It's The Platform Stupid
So we had a great couple of lunchtime sessions at CodeCamp last weekend. I ws one of the presenters for both.
On Saturday I was with fellow RD Jeremy Boyd and Microsoft Architect Advisor (aka Evangelist) Mark Carrol. We were discussing the future of software development.
On Sunday it was a discussion on the business of software with Mauricio Freitas from Geekzone and Rod Drury from Aftermail.
Anyway, Tim Haines has blogged about some of what was said I herewith is my reply (Read that post first if you've not already)
I'm am positive that I didn't say anything about Vista/Live specifically... we have it Video'd so we can find out. But I probably did misinterpret Rod supporting the Live/Vista wave of stuff if I said the words Vista and/or Live in my reply to Rod then I'll buy Tim lunch!). That said. I stand by my sentiments I think they are important and I think they are important for reasons that I really reinforced on Sat. Basically success in the software business is easier to achieve (for smaller scale businesses especially) if you build out on top of someone elses platform.
If we think of a quick history of computing.... the real success of the PC and Microsoft came about because of a few things:
- IBM and Intel provided a ubiquitous and fairly open hardware platform.
- Windows provided a platform for a whole ecosystem to build up on. ISVs fed of the uiquity of Windows and Windows was successful because everybody needed it to run their chosen applications- from Word to Autocad to Matlab.
- Some of the ISVs formed Platform type ecologies themselves- think of 3DS Max, Autocad. Think of Aftermail even, it is an application based on top of an application that runs on Windows that runs on IBM Compatible hardware.
Then along came the internet. The internet is a platform. My submission is that in terms of the layers we see above, the internet is far more of an IBM hardware platform than a plugin supporting 3D application.
No one owns the internet, no one dominates the internet to the extent of anything above. But, I don't think that it's stupid to reflect on this historical context a bit when we talk about future possibilities and platform plays.
So for example if you want to play in the e-commerce sandpit then you could build directly on the internet as your platform- say making a turnkey shopping app, or, you could build on top of another persons internet platform, say building tools to support business on eBay or TradeMe.
We're never going to have a Windows equivalent on the internet. No matter how hard Microsoft, Google and Yahoo try it's just not going to happen. The primary reasons being that a) no one vendor has a critical mas of market share and; b) It's too easy to build stuff on the internet without leveraging another platform (try writing stuff to run o Windows PCs without an OS... you need a Windows or a Linux make it a realistic proposition).
They way I see it there is a fundamental rule for all this 'future' web stuff:
Your application has to be a platform. It has to be a platform for others to build on top of from a business perspective foremost. And to achieve that business platform it's likely that you'll need to have your application setup as a platform in the technological sense to some degree as well. If you can support an ecosystem ontop of your application it will flourish.
Now where does this leave us with the whole discussion around Live.com? Live is a platform play, make no doubt about it- frankly it's about time. Does anyone remember Hailstorm? If that hadn't been sunk by the usual 'big corporate paranoia' that goes on do you thin we'd been all excitied about this Web 2.0 thing now? Or would it have happened a couple of years ago?
I want to be able to build applications that leverage my personal data, I'm less concerned with privay than I am with imersing myself in a decently chunky technological soup that makes my life better. The key problems in my life today are that I have too much information to digest, too many things todo and frnakly too many opinions on too many things to be able to express them, do them and read them in the time I have available. I couldn't give a crap if it's Microsoft or Google or Yahoo or whoever that drives the next platform but someone has to step up to the plate and do it and be able to do it without wails of 'multinational this' and 'big corporate that'.
I'm baffled as to how a shareable web hosted calendar type application (as we would have had with Hailstorm) was wrong when MSFT proposed it in 2001 but is the best thing since tinned beer now that Google have jumped on top of it. I reiterate- no one is going to dominate the internet.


> **Goal of the exercise**: The answer must consist of every line from the data that holds the string "LUJO".
Material for this exercise below:
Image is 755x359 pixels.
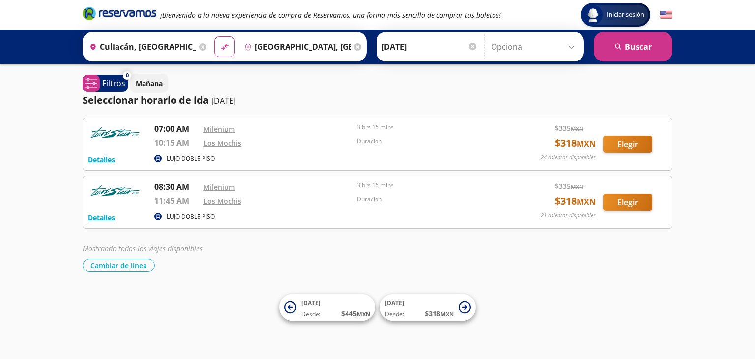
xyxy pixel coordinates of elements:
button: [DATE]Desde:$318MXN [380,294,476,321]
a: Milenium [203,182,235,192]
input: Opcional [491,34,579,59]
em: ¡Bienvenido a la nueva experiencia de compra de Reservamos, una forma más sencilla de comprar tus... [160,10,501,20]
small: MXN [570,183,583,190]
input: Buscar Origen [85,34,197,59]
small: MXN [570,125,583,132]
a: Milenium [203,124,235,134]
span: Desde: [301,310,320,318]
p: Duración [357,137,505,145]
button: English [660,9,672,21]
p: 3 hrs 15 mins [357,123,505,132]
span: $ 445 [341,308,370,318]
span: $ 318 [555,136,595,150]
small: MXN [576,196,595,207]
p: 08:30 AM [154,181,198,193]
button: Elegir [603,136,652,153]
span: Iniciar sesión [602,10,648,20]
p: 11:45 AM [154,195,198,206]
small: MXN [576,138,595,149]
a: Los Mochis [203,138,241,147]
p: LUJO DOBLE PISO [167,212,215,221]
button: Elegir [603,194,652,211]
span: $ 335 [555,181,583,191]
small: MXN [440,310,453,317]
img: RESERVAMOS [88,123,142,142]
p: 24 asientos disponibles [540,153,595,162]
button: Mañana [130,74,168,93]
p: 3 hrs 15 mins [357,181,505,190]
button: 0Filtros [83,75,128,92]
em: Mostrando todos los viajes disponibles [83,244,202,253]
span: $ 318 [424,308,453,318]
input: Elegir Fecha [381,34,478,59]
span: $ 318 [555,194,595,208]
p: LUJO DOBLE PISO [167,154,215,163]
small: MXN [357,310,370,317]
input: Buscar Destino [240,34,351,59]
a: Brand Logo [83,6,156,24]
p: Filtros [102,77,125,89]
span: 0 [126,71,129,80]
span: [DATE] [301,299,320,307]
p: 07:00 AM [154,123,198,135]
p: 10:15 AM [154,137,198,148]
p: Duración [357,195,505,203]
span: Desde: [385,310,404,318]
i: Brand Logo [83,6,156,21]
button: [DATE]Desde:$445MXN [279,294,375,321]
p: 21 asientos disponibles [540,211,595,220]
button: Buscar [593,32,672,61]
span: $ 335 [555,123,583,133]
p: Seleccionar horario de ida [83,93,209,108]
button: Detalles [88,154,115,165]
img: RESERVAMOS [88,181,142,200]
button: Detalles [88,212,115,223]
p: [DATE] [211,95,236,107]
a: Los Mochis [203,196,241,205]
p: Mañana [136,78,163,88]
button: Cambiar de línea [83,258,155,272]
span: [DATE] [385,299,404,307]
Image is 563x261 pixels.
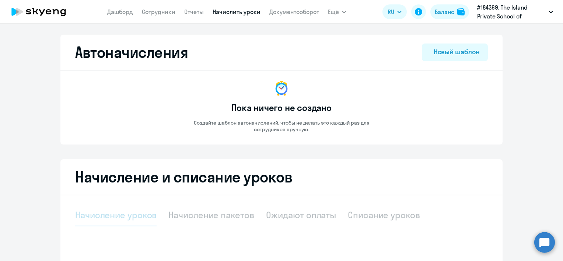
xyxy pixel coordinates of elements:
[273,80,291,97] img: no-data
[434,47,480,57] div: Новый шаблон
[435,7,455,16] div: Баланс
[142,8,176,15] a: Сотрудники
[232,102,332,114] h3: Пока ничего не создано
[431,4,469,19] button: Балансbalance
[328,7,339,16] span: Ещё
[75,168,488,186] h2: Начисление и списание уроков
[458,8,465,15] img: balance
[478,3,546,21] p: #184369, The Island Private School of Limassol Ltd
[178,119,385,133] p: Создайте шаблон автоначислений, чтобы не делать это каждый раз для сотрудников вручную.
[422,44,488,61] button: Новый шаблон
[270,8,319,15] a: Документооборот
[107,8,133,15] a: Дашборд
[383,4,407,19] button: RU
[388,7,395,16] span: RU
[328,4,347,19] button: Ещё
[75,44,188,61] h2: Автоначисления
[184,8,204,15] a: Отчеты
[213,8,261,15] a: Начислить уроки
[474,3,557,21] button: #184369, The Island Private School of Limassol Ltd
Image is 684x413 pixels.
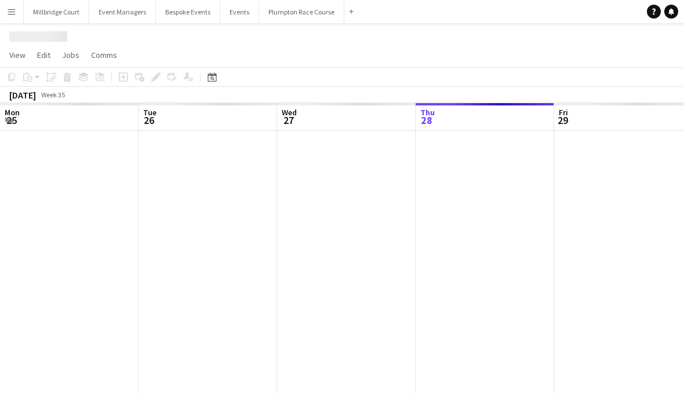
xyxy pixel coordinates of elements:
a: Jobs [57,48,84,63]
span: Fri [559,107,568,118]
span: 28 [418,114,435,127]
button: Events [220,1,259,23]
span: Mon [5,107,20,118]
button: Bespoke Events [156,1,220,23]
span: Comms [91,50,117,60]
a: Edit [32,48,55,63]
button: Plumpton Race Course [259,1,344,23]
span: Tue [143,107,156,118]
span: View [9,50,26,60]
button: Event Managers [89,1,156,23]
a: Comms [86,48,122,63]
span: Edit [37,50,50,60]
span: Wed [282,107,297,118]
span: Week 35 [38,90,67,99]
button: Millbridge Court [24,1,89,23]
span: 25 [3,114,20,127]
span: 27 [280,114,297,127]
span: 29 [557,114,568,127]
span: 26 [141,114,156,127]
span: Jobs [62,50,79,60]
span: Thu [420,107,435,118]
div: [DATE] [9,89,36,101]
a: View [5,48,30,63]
End of Material for this exercise.
> **Output for this exercise**:
p: LUJO DOBLE PISO [167,212,215,221]
p: LUJO DOBLE PISO [167,154,215,163]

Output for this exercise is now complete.